Nemesis Games (Expanse 5) - Page 114

In the hangar, the Razorback hung in clamps built to accommodate ships much larger than she was. It was like seeing an industrial lathe with a toothpick in it. The flight crew hung on to handholds around it, gesturing Alex and Bobbie and the prime minister on. By the time Alex got to the ship, the massive hangar doors were already starting their opening cycle. The flight chief was pushing a vacuum suit at him and shouting so he could hear her.

“We’re coordinating with fire control. The PDCs’ll try to get you a clear run, but be careful.
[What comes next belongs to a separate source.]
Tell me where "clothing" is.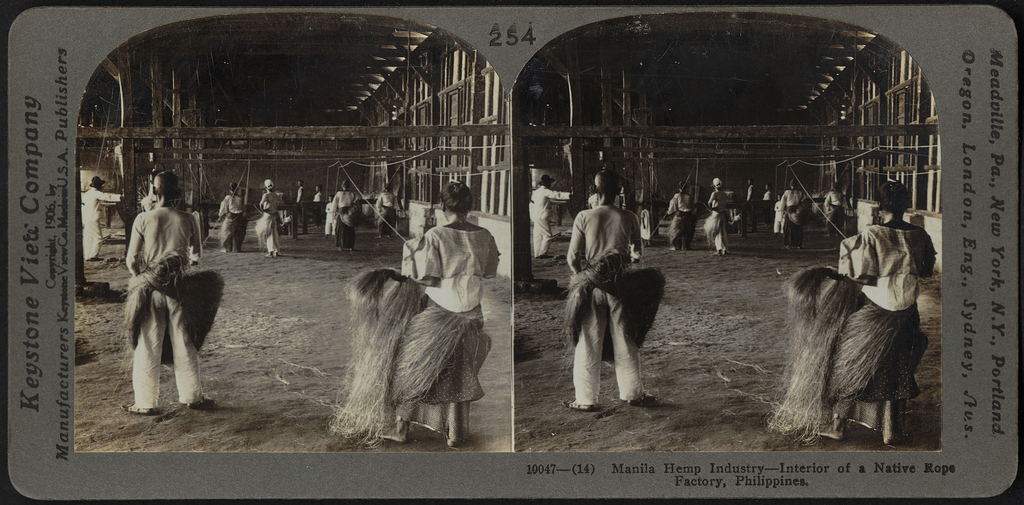
"clothing" is at 378/192/410/232.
You run into our own rounds, and that’d just be sad.”

“Understood,” Alex said.

She gestured toward the hangar doors with her chin. “We’re not taking the time to evacuate the bay completely, but we’ll get you down to maybe half an atmosphere. Little bit of a pop, but you shouldn’t spring a leak.”

“And if I do?”

She held out the environment suit again. “You’ll have some bottled air to suck on while you figure something out.”

“Well, not a great plan, but it’s a plan.”
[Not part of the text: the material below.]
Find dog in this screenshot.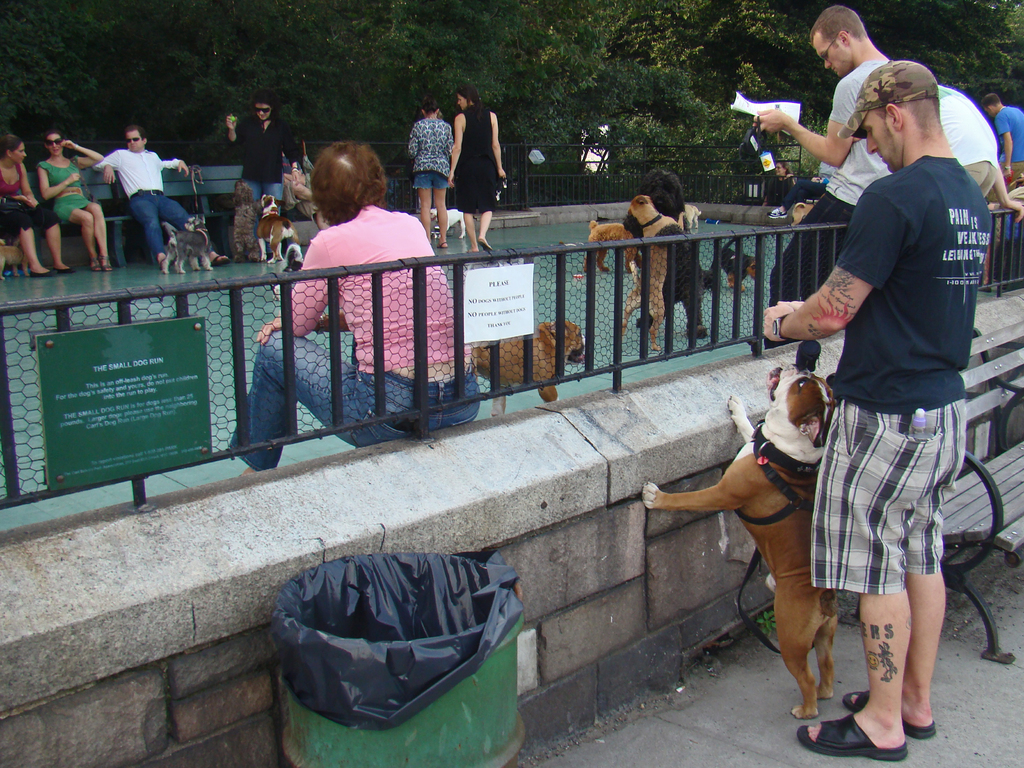
The bounding box for dog is 716/228/761/287.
“Imperfect circumstances,” the flight chief agreed.

Alex shrugged the suit on as the prime minister, already wearing his, slipped into the pinnace and toward the back bunk. The Razorback was a yacht. A hot rod, made for zipping around outside an atmosphere, the philosophical descendant of ships that didn’t lose sight of the shore. And more than that, she was old. The girl who’d first flown her had been dead or something stranger for years, and the ship had been old before she went. Now they were going to fly it through an active battle zone.

He checked the last of the seals on his suit, and started for the Razorback. Bobbie was in the entry, looking in. When she spoke, it was through the suit radio.
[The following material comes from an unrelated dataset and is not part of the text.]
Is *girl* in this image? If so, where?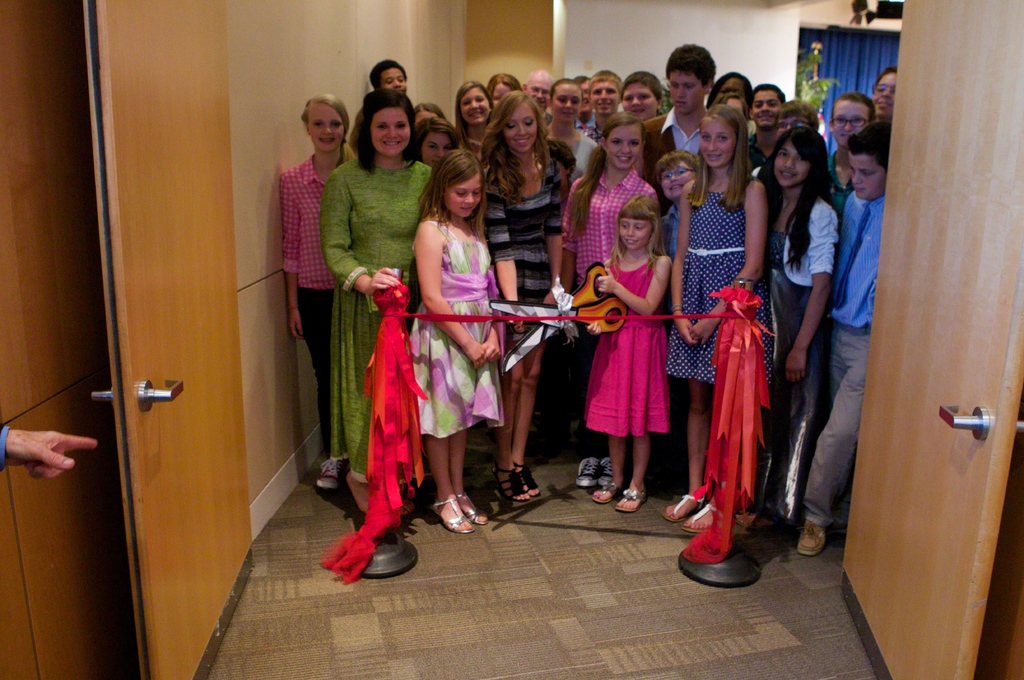
Yes, at rect(579, 190, 673, 506).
“We’ve got a little problem, Alex.”

He squeezed in beside her. Even before she’d been in combat armor, Bobbie had made the interior of the ship seem a little undersized. Looking from her to the second couch now, she made it look ridiculous. There was no way she was going to fit.

“I’ll have them stop the launch sequence,” Alex said. “We can get you in a normal EVA suit.”

“There are boarders on the ship. Looking for us. For him,” Bobbie said. “There isn’t time.” She turned to look at him. On the other side of the helmet, her expression was rueful. “I’m only seeing one option here.”

“No,” Alex said. “You’re not staying. I don’t give a shit. I’m not leaving you behind.”

Bobbie shifted, her eyes wide. “What? No, I meant take out the couch and use the suit motors to brace me. Did you think I was —”

“That. Do that. Now,” Alex said.

Bobbie leaned forward, the magnetic boots locking onto the deck of the Razorback, and one hand clamped against the frame. With the other, she gripped the base of the crash couch and lifted. The bolts sheared off like she was tearing paper, and she tossed the couch out into the hangar. The gimbals shifted and turned under the spin. Bobbie scuttled in, pressing hands and feet against the walls and deck and pushing until the suit was wedged in as solidly as if it had been part of the superstructure.

“Okay,” she said. “I’m good.”

Alex turned back to the flight chief. The woman saluted him, and with his heart in his throat he returned it. The marines who’d escorted them – who’d risked their lives to get them this far – had already gone. Alex wished he’d thought to thank them.

“I’ll get to my station, and then we’ll get you out,” the flight chief said. “You be careful out there.”

“Thank you,” Alex said. He pulled himself into the ship, closed the hatch, and started running through the checklist. The reactor was hot, the Epstein drive showing green across the board. Air and water were at capacity, and the recyclers ready. “You in place back there, sir?”

“Ready as I’m likely to get,” the man replied.

“You hang on tight,” Alex said to Bobbie. “This might get rough, and you’re not in a crash couch.”

“Yeah I am,” she said, and he could hear the mischievous grin in her voice. “I’m wearing mine.”

“Well,” Alex said softly. “Okay, then.”

The clamp lights went from engaged to warning to open, and the Razorback was on the float. Emergency Klaxons sounded, the noise softened by the thinned atmosphere, and the massive hangar door began to open. The change in exterior pressure rang the pinnace like a hammer blow. Alex aimed for the widening gap full of darkness and stars, and hit it. The Razorback leaped out into the vacuum, eager and hungry. The display marked a dozen ships too small for his naked eye to see, and the long, curving shapes of PDC fire like tentacles waving through the void.

“Taking control of the comm laser,” Bobbie said.

“Roger that,” he said. “This is going to get bumpy.”

He threw the Razorback out the hangar doors at full speed and into the narrow lane between the battleship’s PDCs firing on full auto. He spun the pinnace between the lines of high-velocity tungsten, hoping they were enough to stop any missiles the ambushing ships fired at them from point-blank range. And then, from behind them, fast-moving bogies in wave after wave. The Razorback’s display turned into a solid mass, the density of the missile swarm too much for the screen to differentiate between them. The entire arsenal of the battleship launched all at once, and keyed to target on the pinnace’s comm laser frequency.